How To Improve Your ACT Reading Score: Pro-Tips

Tutela Improvement Of ACT Reading Score

The ACT Reading is the third section of your ACT. It follows after a 10 minutes break. The section consists of 40 questions to be done in under 35 minutes. There are mainly 4 ACT Reading passage types: Prose Fiction, Humanities, Social Science and Natural Science.

The ACT Reading section is particularly daunting due to the 40 questions in 35 minutes time structure. However, one should keep in mind that doing 40 questions in 35 minutes is DOABLE. The passages and questions are designed in a way that a student can easily finish this section with ease.

Even if you are not a voracious reader, you can find this section to be easy if you understand the underlying strategies, the question types, the answer traps, and if you practice like a mad person.

We have curated a few useful ACT Reading tips which might help you improve your score by significant points. 

  1. The most important ideas are generally found at the beginning or the end of a passage.
  2. When skimming, make sure that you pay extra attention to the first and the last lines of each paragraph. This will enable you to keep track of the flow of ideas and the transitions.
  3. It is a good practice to reframe the question in simpler words for your own understanding in terms of what, why, and how.
  4. Very often, the option choices start with a particular verb or a noun. For eg: A. Persuade… B. Refute…..C.Prove….D. Classify….Knowing what the text says about the question will help you eliminate option choices quickly
  5. The primary purpose of the passage is what the author wants you to believe.
  6. Questions which are detail-oriented have line references. Make it a practice to read 5 lines above and below the highlighted lines to know the probable answer completely.
  7. For vocab-in-context questions, read the relevant sentence while mentally blanking the word being tested and come up with your own word, no matter how simplistic
  8. In inference questions, the answer is often implicitly stated in the passage. The option will be of a similar nature. Do not rush to choose the option that jumps out at you.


HOW TO COMPLETE THIS TASK: The answer is the number of lines in the data that contain the word "Plan"; give it alone.

Source data:
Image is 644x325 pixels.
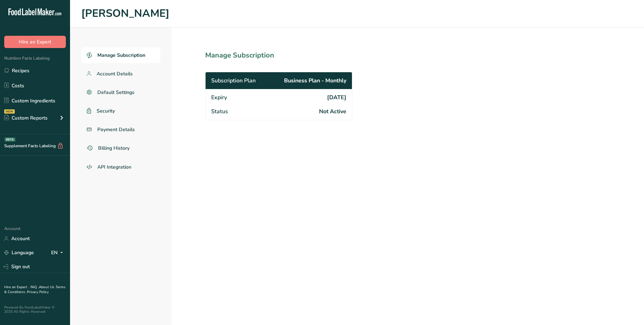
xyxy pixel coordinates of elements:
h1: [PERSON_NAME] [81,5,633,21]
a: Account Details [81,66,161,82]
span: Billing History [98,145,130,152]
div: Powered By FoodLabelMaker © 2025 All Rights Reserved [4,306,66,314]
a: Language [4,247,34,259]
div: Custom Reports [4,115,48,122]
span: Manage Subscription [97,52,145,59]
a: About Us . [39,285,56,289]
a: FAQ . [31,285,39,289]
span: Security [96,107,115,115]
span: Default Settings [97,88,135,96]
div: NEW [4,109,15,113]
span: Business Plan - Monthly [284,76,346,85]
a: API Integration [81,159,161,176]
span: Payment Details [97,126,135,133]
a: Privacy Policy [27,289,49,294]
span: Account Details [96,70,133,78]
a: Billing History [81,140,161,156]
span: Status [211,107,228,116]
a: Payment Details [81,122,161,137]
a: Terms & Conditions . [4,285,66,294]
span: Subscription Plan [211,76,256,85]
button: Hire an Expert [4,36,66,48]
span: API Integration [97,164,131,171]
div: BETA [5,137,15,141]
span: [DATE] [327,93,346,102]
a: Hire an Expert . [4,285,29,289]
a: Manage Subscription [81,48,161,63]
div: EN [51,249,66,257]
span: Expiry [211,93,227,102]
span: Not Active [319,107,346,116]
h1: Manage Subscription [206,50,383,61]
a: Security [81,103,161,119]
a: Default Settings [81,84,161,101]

EXPECTED ANSWER: 2